Your goal:
Quote the lines of the data below verbatim, beginning at the line that contains "is (728, 563)." and ending at the last line, both included, and excluding pictures.

[Opening Dataset records section]

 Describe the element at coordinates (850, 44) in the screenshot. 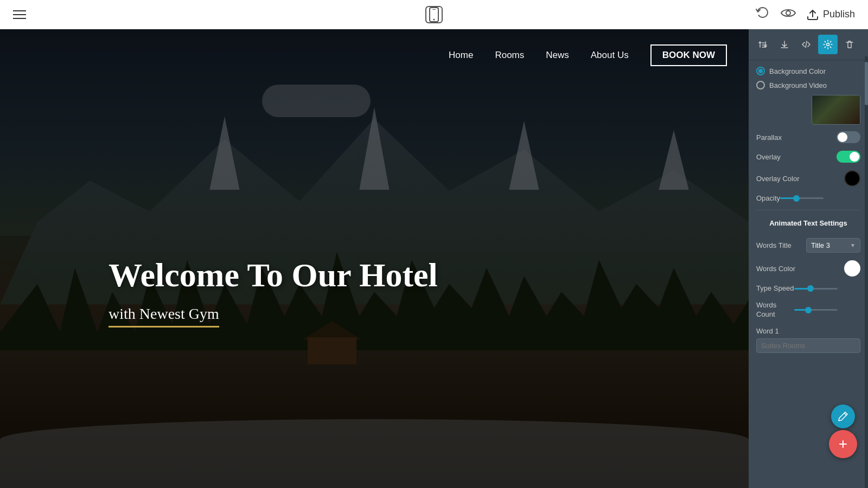

I see `delete-tool-button` at that location.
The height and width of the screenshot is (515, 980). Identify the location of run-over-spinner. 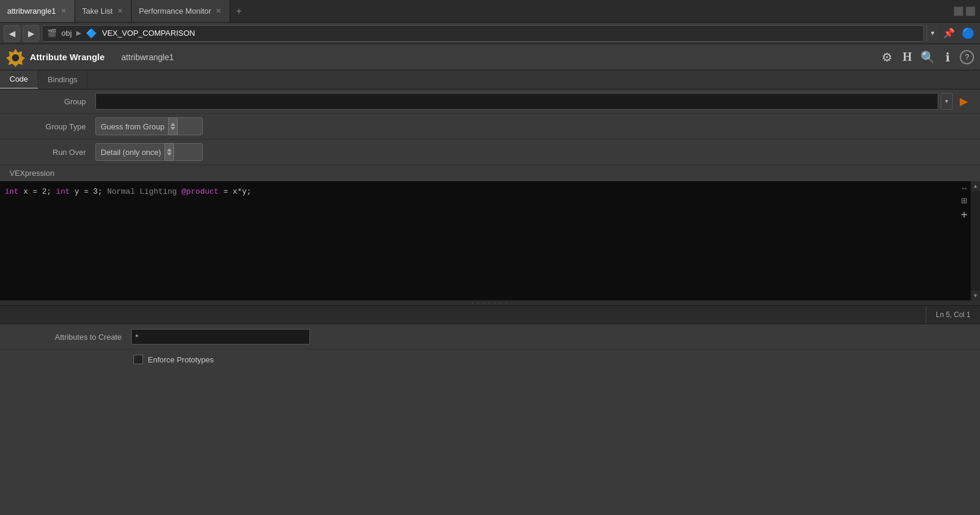
(169, 152).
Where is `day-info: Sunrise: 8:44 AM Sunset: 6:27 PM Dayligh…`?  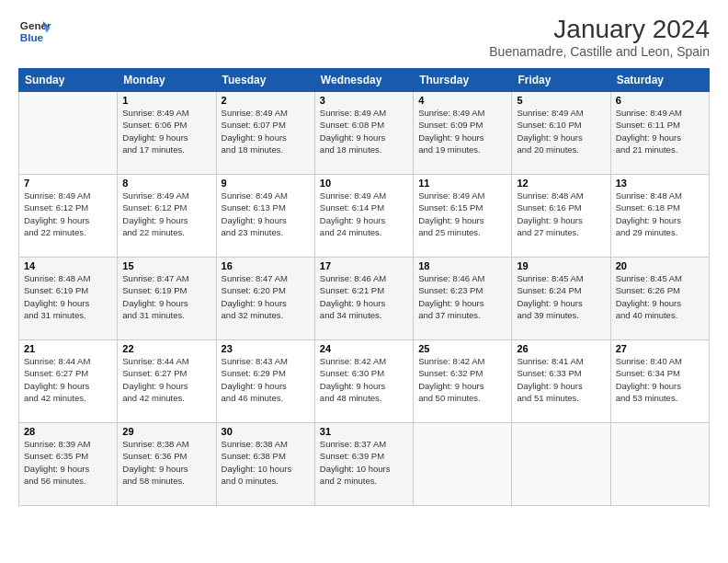
day-info: Sunrise: 8:44 AM Sunset: 6:27 PM Dayligh… is located at coordinates (166, 379).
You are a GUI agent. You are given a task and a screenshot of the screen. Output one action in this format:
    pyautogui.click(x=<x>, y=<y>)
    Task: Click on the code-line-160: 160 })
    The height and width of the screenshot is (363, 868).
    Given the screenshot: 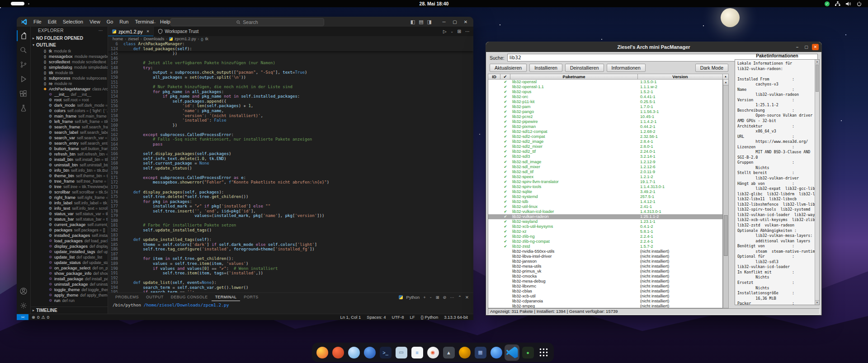 What is the action you would take?
    pyautogui.click(x=291, y=126)
    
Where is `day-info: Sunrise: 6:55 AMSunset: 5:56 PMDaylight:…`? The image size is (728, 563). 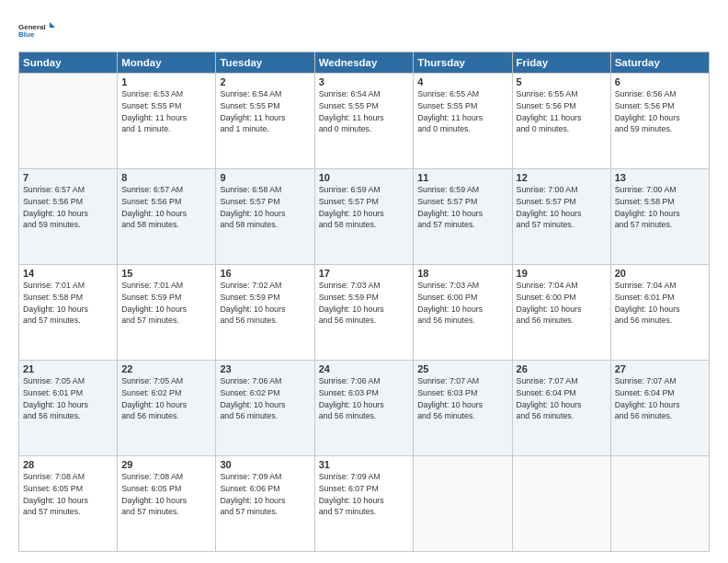
day-info: Sunrise: 6:55 AMSunset: 5:56 PMDaylight:… is located at coordinates (562, 112).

[Closing Dataset records section]

Response to the task:
Where is `day-info: Sunrise: 6:55 AMSunset: 5:56 PMDaylight:…`? The image size is (728, 563). 
day-info: Sunrise: 6:55 AMSunset: 5:56 PMDaylight:… is located at coordinates (562, 112).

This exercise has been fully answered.